Welcome Aboard!
Lots of questions and thoughts, sounds like your batteries might have been discharged to a point that the inverter did a system shutdown.
What do you have for batteries? Just the simple group 24 dual purpose battery that came with the TT?
What size inverter are you using? What were you powering off the inverter?
I agree, most likely you just drained the batteries to a point that the inverter shut down. A good multimeter is your friend. While learning your rig, it is well worth noting what you have been using and how long to discharge the battery. This will give you an idea how long you can run things before you need to recharge. Or helps you determine how big of a battery bank you need.
Battery maintenance is important. If you have the cheap battery that came with the camper, they require a little maintenance. Basically check the fluid levels once in a while, and top them off as needed. ONLY use DISTILLED water, nothing else, or you will dramatically shorten the battery life.

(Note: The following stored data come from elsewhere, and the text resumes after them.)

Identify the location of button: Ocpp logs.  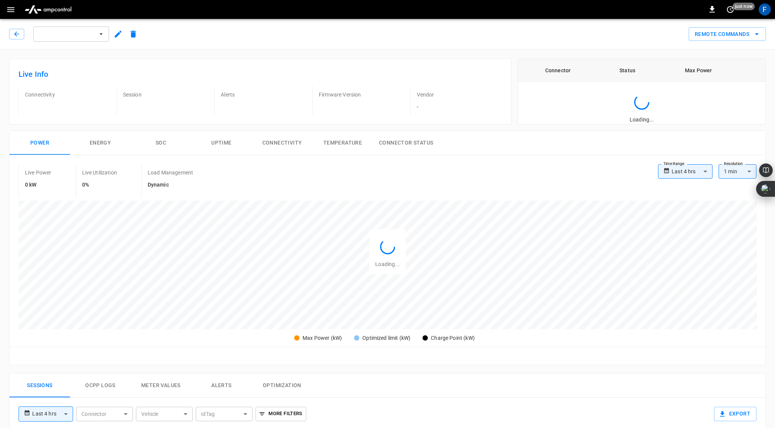
(100, 386).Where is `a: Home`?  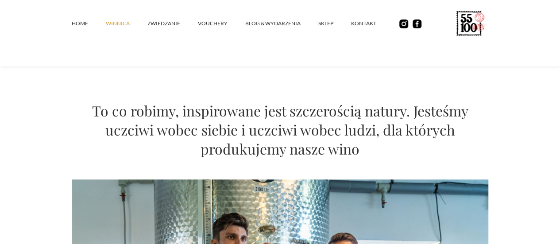
a: Home is located at coordinates (89, 23).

Don't know what battery you have. What every the amp hour listed on the lead cell battery, you can draw about 50% of that out of the battery, before it is considered discharged. So if your battery is listed at 64 amps, you can use about 30 amps. So lets say all of your led lamps in your TT pull, say 1.5 amps, and you leave the lights on. Your battery will be discharged in 20 hours (30/1.5=20hrs). I would not be surprised your inverter was pulling 15 amps. So 30/15=2 hours, which seems about right.
I do not follow RogerR's rule of don't discharge below 12.5 volts. I try never to drop below 12.1 volts. I have many times, been below 12 volts. With good maintenance and care, you can get 8+ years out of a cheap battery. I hit 8.5 years with my old set of batteries in my current TT. Last boat battery made it about 4 years. It was not treated as well.
Inverters waste a lot of power, converting from 12VDC to 120VAC. So having an inverter sized correctly for the load is wise.
Being everything worked with the generator, does not surprise me. A completely dead battery will take many hours to recharge. For me, with my 100+ amp hr battery, it takes about 2 hours to charge back up from 12.2 volts to 12.7 volts when on shore power or generator.